POUR LE MÉRITE

Karl Ritter

T it : La squadriglia degli eroi Scen : Fred Hildenbrand, Karl Ritter F : Günther Anders, Heinz von Jaworsky M : Gottfried Ritter Scgf : Walter Röhrig Mus : Herbert Windt Su : Werner Pohl Int : Paul Hartmann (capitano Prank), Herbert A E Böhme (tenente Gerdes), Albert Hehn (sottotenente Paul Fabian), Paul Otto (maggiore Wissmann), Fritz Kampers (vice u ciale Fritz Moebius), Josef Dahmen (sergente Josef Zuschlag), Willi Rose (caporale Krause), Carsta Löck (Gerda), Fitti Topp (Isabel) Prod : Karl Ritter per Universum Film AG (Ufa) Pri pro : 22 dicembre 1938 35mm D : 122’ Bn

info_outline
T. it.: Italian title. T. int.: International title. T. alt.: Alternative title. Sog.: Story. Scen.: Screenplay. F.: Cinematography. M.: Editing. Scgf.: Set Design. Mus.: Music. Int.: Cast. Prod.: Production Company. L.: Length. D.: Running Time. f/s: Frames per second. Bn.: Black e White. Col.: Color. Da: Print source

Film Notes

If most of our interrogation into 1938-39 is about anticipation, here comes a film that does not leave any margin for error: the war will come with 100% certainty.

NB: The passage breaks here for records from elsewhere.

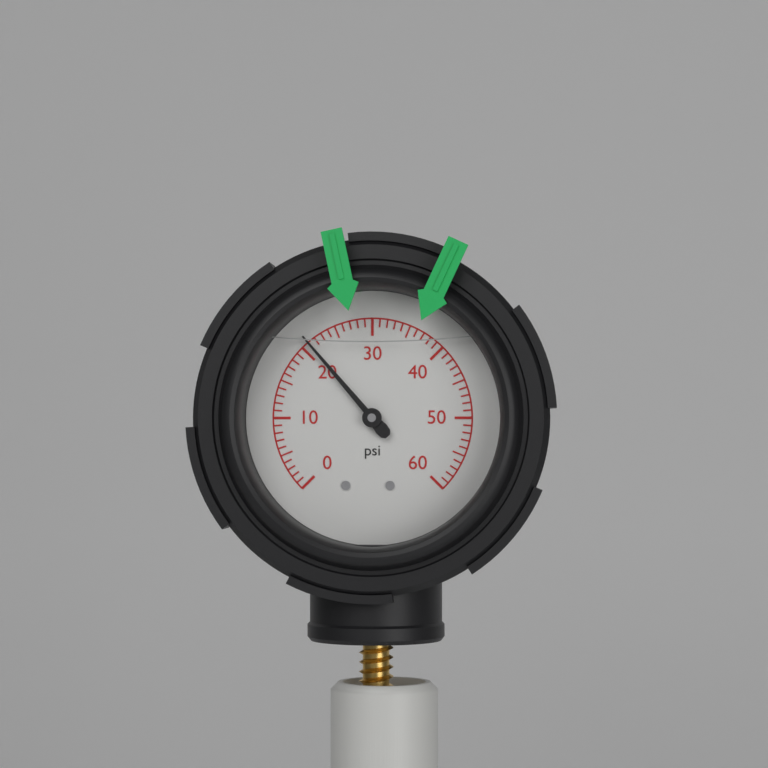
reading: 21 psi
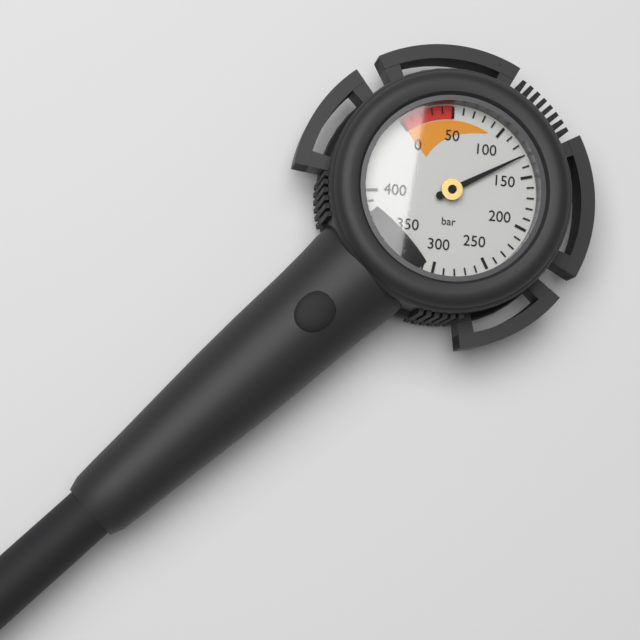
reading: 130 bar
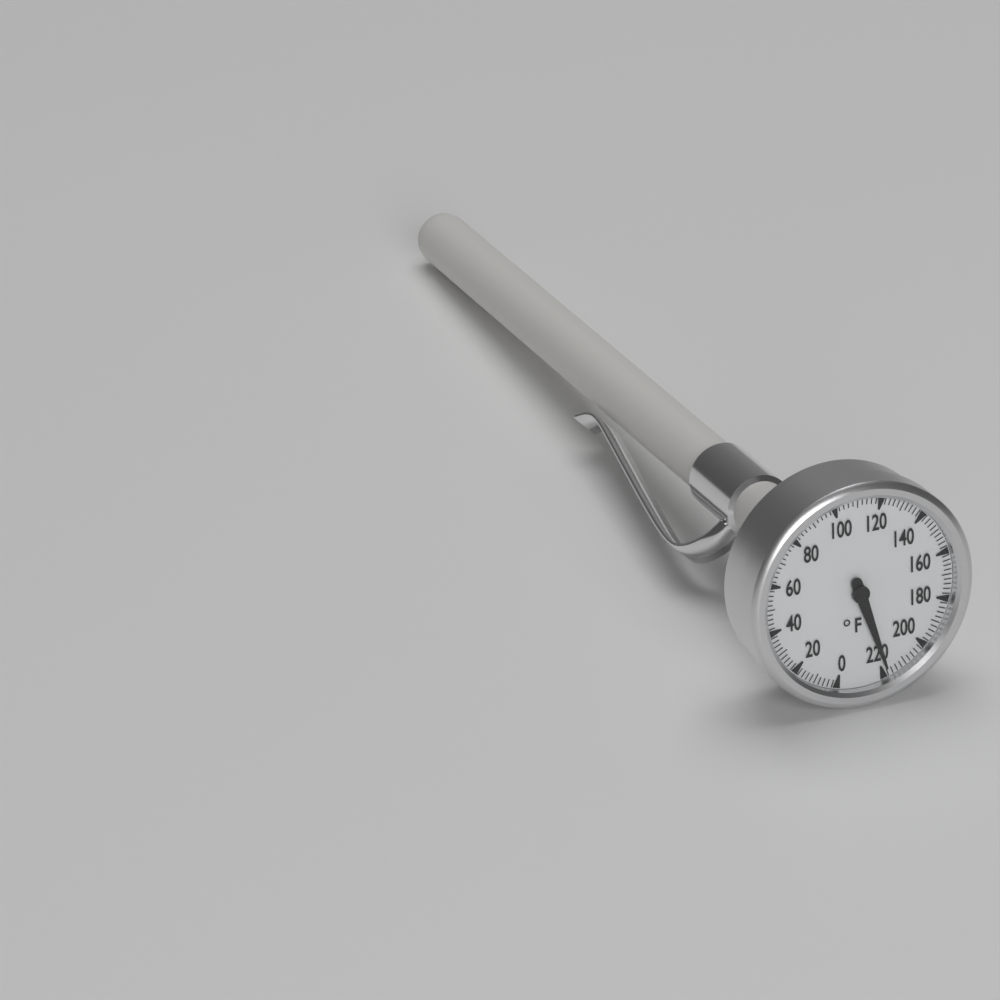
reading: 218 °F
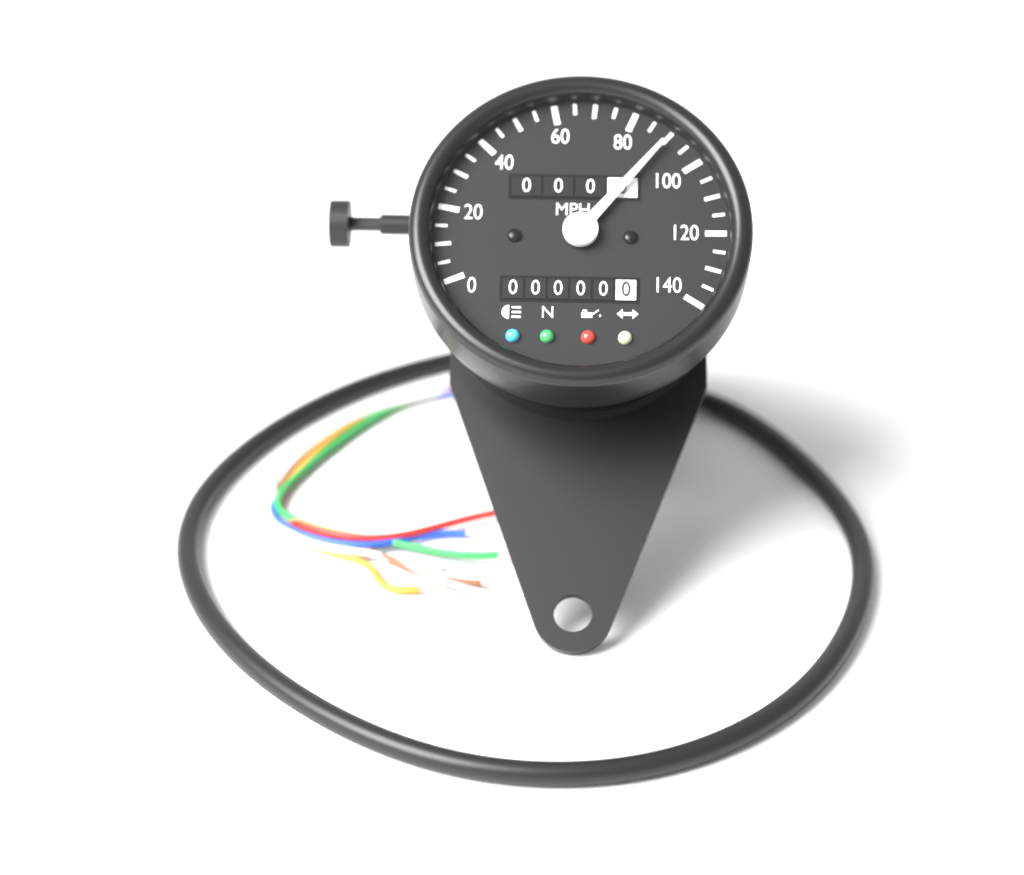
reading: 90 mph
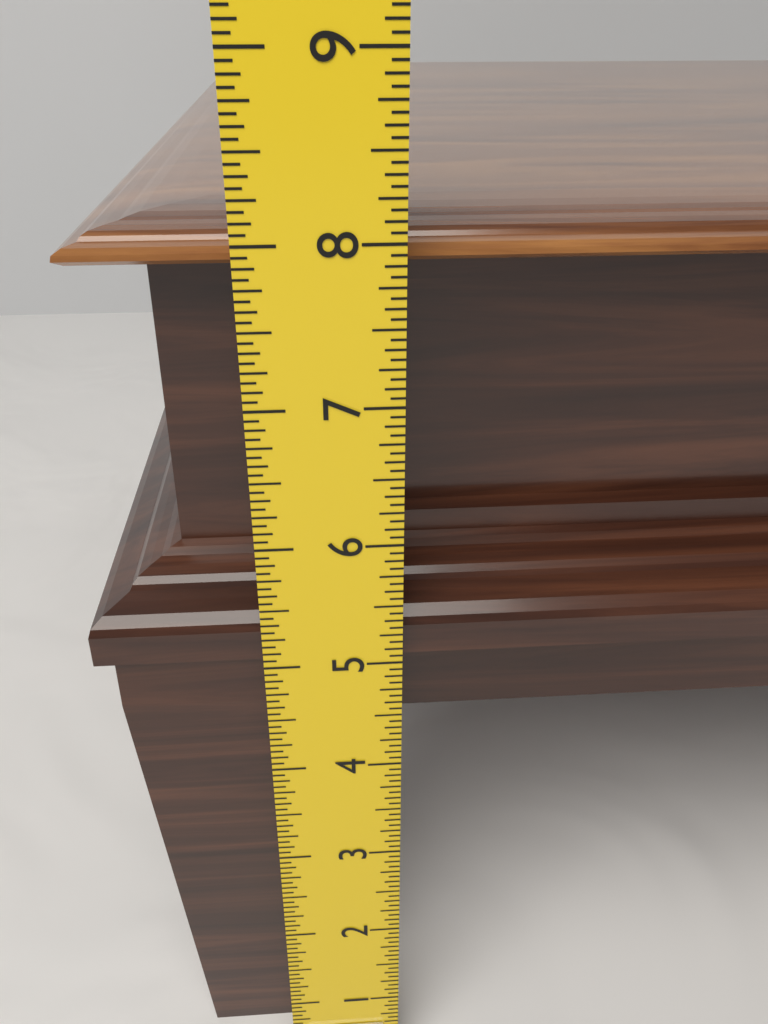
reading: 8.0625 in
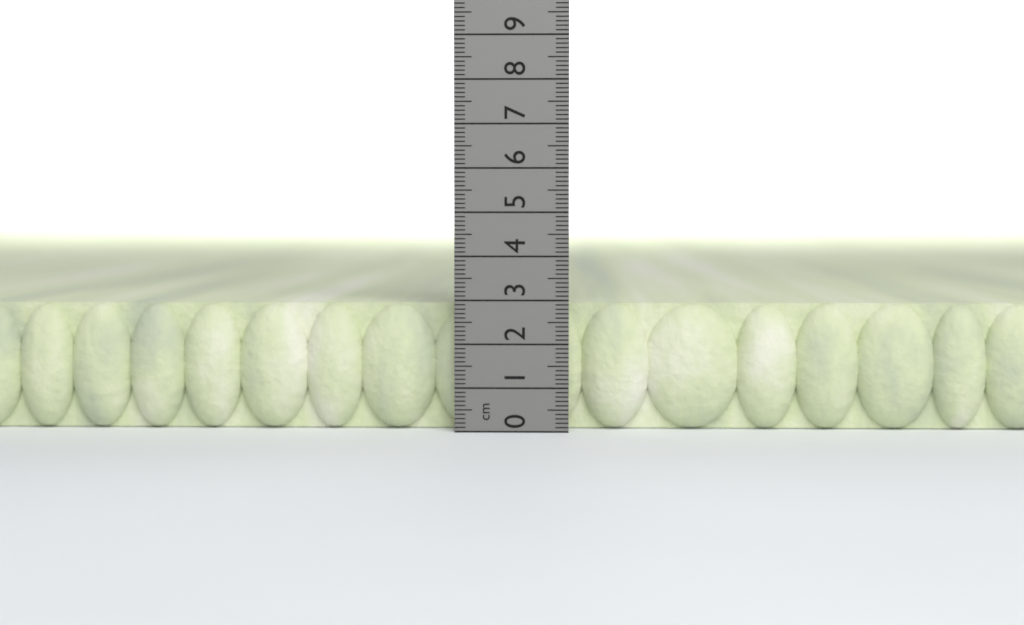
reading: 2.9 cm
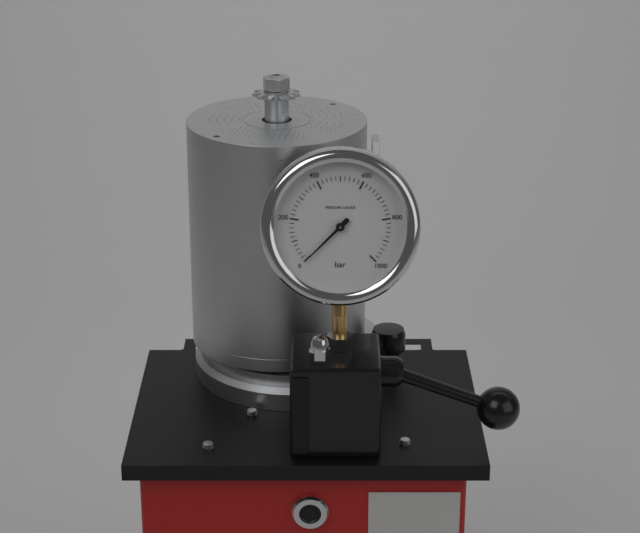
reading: 0 bar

No spineless negotiations: the future belongs to these iron men. They belong to the Richthofen Squadron (meaning that Karl Ritter’s film is also an homage to the then boss of German military aviation, Hermann Göring). The film is about the men whose deeds earned them the distinction ‘Pour le Mérite’. It’s all about rearmament, and as the film covers the years from 1918-1933 (or 1935 when the Luftwaffe has been recreated in all its ominous power) it’s a period when rearmament was supposed to be illegal. (It is thus a film about dishonesty, or perhaps as the filmmaker would see it, about honesty in the deepest sense: “Posterity will remember us not by the greatness of our victory but by the measure of our sacrifice!”)
Pour le mérite is a true prestige film, with 102 actors, headed by Paul Hartmann and among them the young Wolfgang Staudte – the future radical director. Karl Ritter, who directed eight aviation films in all (the most incredible of them, Stukas, came later), was well equipped for ight sequences (although the film does not resemble other examples of the genre, whether by Wellman, Hawks, Fleming or, in other realms, Julij Rajzman). Yet Ritter’s greatest virtue was probably his conviction. If we can call persons close to Hitler ‘friends’, Ritter was one of them; an exceptional confidence was palpable. As the leaders had not been too enthusiastic about the first bunch of Nazi films (which were rare in a pure form, but meaning lms like Hitlerjunge Quex and Hans Westmar), they were all the more elated about the ‘artistic’ synthesis Ritter was after: ‘culture’ more than brute force, an understanding of ‘the real German’ as well as a balance of faith, idealism and hatred (against the wretched evils of Weimar democracy, the Jews, communism, etc.). It was all about the militarized life of cold efficiency (and for our eyes, full of harrowing observations of people entrapped in a system that overwhelmed everything at the expense of individuals). In the words of Commandant Prank (Hartmann): “We must restore the Germany that represents the ideals of the soldiers who died at the front. I consider that to be my life’s work. And I shall go about it as a soldier would”. The Führer himself was at the premiere and declared Pour le mérite to be “the best film about modern history to date”. His contemporaries were also deeply impressed and felt that “the spirit of the dead came alive again”. Soon it would be the other way around.